Violet looked at him over the rim of her cup. Her chest was heaving from the exertion of the dance, although she was trying to play coy.

He slipped an arm around her waist. She put down the cup. He kissed her this time, and hard. She pulled him to her-much more boldly than he expected a girl to move.

“What kind of books have you been reading all these years?” he said.

She clung to him, spoke into his ear. “I just-I’ve been sick forever, and once I got better, I thought then I’d die, because I wanted to experience everything so much. I wanted the whole world. And when I saw you…”

She sat atop the table, drew him closer and kept kissing. No one even seemed to notice them. The music had finally found its way again. A faint haze of tobacco hovered in the room.

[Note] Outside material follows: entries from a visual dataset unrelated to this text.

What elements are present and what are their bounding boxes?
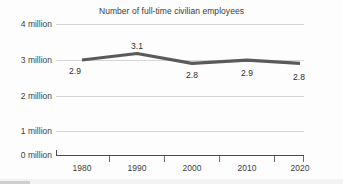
data-label-2010: 2.9 <box>241 68 253 78</box>
x-tick-label-2010: 2010 <box>238 163 257 173</box>
x-tick-mark-end <box>303 156 304 162</box>
x-axis-line <box>56 155 304 156</box>
gridline-1-million <box>56 131 304 132</box>
gridline-3-million <box>56 60 304 61</box>
y-tick-label-1-million: 1 million <box>0 126 52 136</box>
y-tick-label-0-million: 0 million <box>0 150 52 160</box>
data-label-2020: 2.8 <box>293 72 305 82</box>
y-tick-label-2-million: 2 million <box>0 91 52 101</box>
x-tick-label-1980: 1980 <box>73 163 92 173</box>
data-label-2000: 2.8 <box>186 70 198 80</box>
x-tick-label-2000: 2000 <box>183 163 202 173</box>
gridline-2-million <box>56 96 304 97</box>
x-tick-mark-3 <box>219 156 220 162</box>
x-tick-mark-1 <box>109 156 110 162</box>
y-axis-cap <box>56 150 57 156</box>
bottom-edge-marker <box>0 181 30 184</box>
x-tick-mark-4 <box>274 156 275 162</box>
data-label-1990: 3.1 <box>131 41 143 51</box>
chart-title: Number of full-time civilian employees <box>0 6 343 16</box>
y-tick-label-3-million: 3 million <box>0 55 52 65</box>
x-tick-label-2020: 2020 <box>291 163 310 173</box>
x-tick-label-1990: 1990 <box>128 163 147 173</box>
data-label-1980: 2.9 <box>69 66 81 76</box>
chart-container: Number of full-time civilian employees 4… <box>0 0 343 184</box>
y-tick-label-4-million: 4 million <box>0 19 52 29</box>
gridline-4-million <box>56 24 304 25</box>
bottom-edge-strip <box>0 179 343 184</box>
x-tick-mark-2 <box>164 156 165 162</box>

It was only later, much later, after they had danced again and kissed again, had danced some more, after he had carried a half-drunk and entirely exhausted Violet to bed, that he realized he too had moved far away from his concerns. That night, he had not been a jinn, with all the responsibilities it entailed.

He had been, simply, Ifra.

And a very, very happy Ifra, at that.

Chapter 21

Every day, I waited to hear the sound of the train whistle on the winter air. Annalie managed to communicate with Karstor through spirit channels and was told he was sending a doctor as soon as possible. Mostly, I heard nothing but branches cracking from the ice, or the wind moaning at the windows. February storms kept the train from running, and even on pleasant days I imagined that Cernan, the last stop on the route, was hardly a priority for the men clearing the tracks.

Celestina grew better by inches. She still couldn’t move much or get out of bed without help, but she could sit propped up on pillows without too much pain, making it easier for her to read. Whenever I came to bring her food, however, I usually found her sleeping or simply staring at the ceiling.

I tried to cheer her up, but I couldn’t seem to summon the strength for it when I badly needed cheering up myself.

How I missed Erris and his jokes. Sometimes it had irritated me, but now I realized how much I loved him for it too. When he had been trapped at a piano, only able to communicate with our system for matching letters to the piano keys, he had still tried to make light of the situation and cheer me up. I wouldn’t be able to do that. I was sure. I couldn’t even imagine what sort of bottomless despair would come over me in those conditions. There was something so wonderfully normal about a joke, so that even though our relationship had been almost entirely unconventional, I could forget about clockwork gears and fairy royalty, and see him only as himself.

But he was gone, and the only thing to do, really, was work. Annalie did nearly all the caretaking for Celestina, but she wasn’t a good cook, so I managed that. Annalie brought Celestina trays of food and cups of tea, dumped her chamber pot, made poultices for the swelling and bruising, helped her change clothes.

I baked bread, chopped vegetables and stirred stews, and washed endless dishes. Neither Annalie nor I had ever known a life entirely devoid of servants. We could manage the simple things easily enough, but we certainly didn’t know how to wash clothes, and at some point it had to be done. I took notes from Celestina’s instructions.

First we gathered snow to melt, and then we had to heat the water. I didn’t realize how much I could sweat in the dead of winter until it came time to stir the clothes, standing over the hot water. Annalie and I took turns pounding and moving the stick around in the tub, then pulling the clothes out.

We’d hardly gotten anywhere, and we were both panting and aching. Celestina always did the hardest work in the house, even little things like grating potatoes for potato pancakes or kneading bread. She did it so automatically that I’d never thought about it before.

Celestina’s bell rang from upstairs. She needed something.

Annalie started to laugh, in a spent way. “Ohhh, not now. How do poor women ever manage, with so many things to do and babies?”